Fulfilling a Bold Vision

For UCSF, the opportunity to expand patient care services to Mission Bay represents a significant step in realizing the long-term vision outlined in the UCSF Strategic Plan, unveiled in June 2007.

The Integrated Center for Design and Construction, headquarters for the UCSF Medical Center at Mission Bay project, houses more than 100 people working on the virtual layout of the new children’s, women’s specialty and cancer hospitals.

That vision is to enhance the delivery of care and patient safety in part by creating benchmark environmentally sustainable and flexible facilities that support collaboration between researchers and clinicians and allow for efficient and cost-effective hospital operations and better use of technology.

“Mission Bay needs to fit into the larger context of UCSF’s mission,” Hawgood said. And since the clinical enterprise touches on all four of UCSF’s missions – patient care, education, research and public service – building a new medical center at Mission Bay will reap benefits throughout the entire University, he pointed out.

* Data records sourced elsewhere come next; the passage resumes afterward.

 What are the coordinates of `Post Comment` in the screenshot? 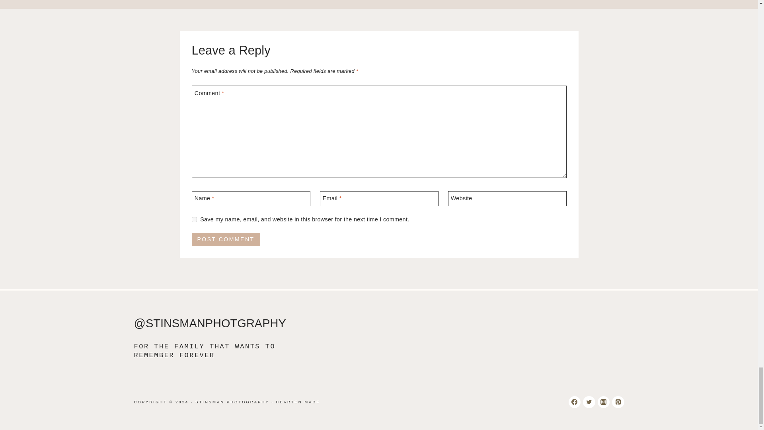 It's located at (226, 239).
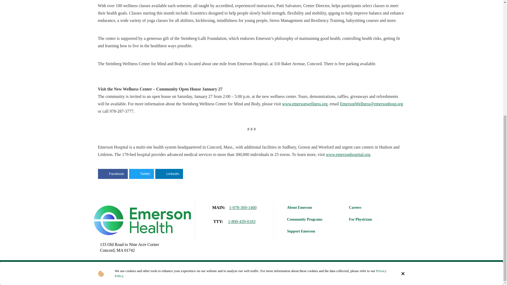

Once the new hospital complex is completed at Mission Bay, UCSF will be able to expand clinical services at Parnassus Heights, operating two comprehensive academic medical centers and converting Mount Zion to an outpatient center, where a new home for integrative medicine and additional medical practices are under construction.

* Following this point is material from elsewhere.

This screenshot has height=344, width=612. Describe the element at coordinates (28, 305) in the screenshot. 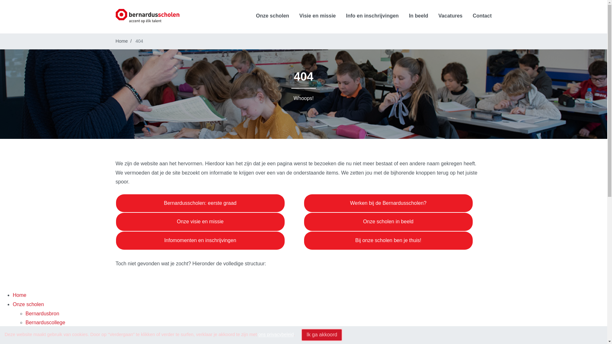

By locating the medical center near UCSF’s thriving life sciences teaching and research campus and the surrounding neighborhood of 16 biotech companies at Mission Bay, UCSF will have a unique opportunity to transform academic medicine, Hawgood said.

Among the anticipated improvements to UCSF’s clinical and research endeavors are:

  • Translating basic science into clinical practice more rapidly through increased collaboration among scientists and clinicians
  • Accelerating development of new diagnostic and treatment approaches for children, women and cancer patients
  • Training the next generation of health care practitioners using new tools and technology in facilities that foster teaching and learning and
  • Exploring opportunities for academic and industry collaboration to benefit public health.

“The next four years will be historic,” Hawgood said, adding that many people will be invited to share their thoughts in the coming months about how operations will evolve across the clinical enterprise.

UCSF officials are expected to go before the UC Board of Regents for final approval of the project in November 2010.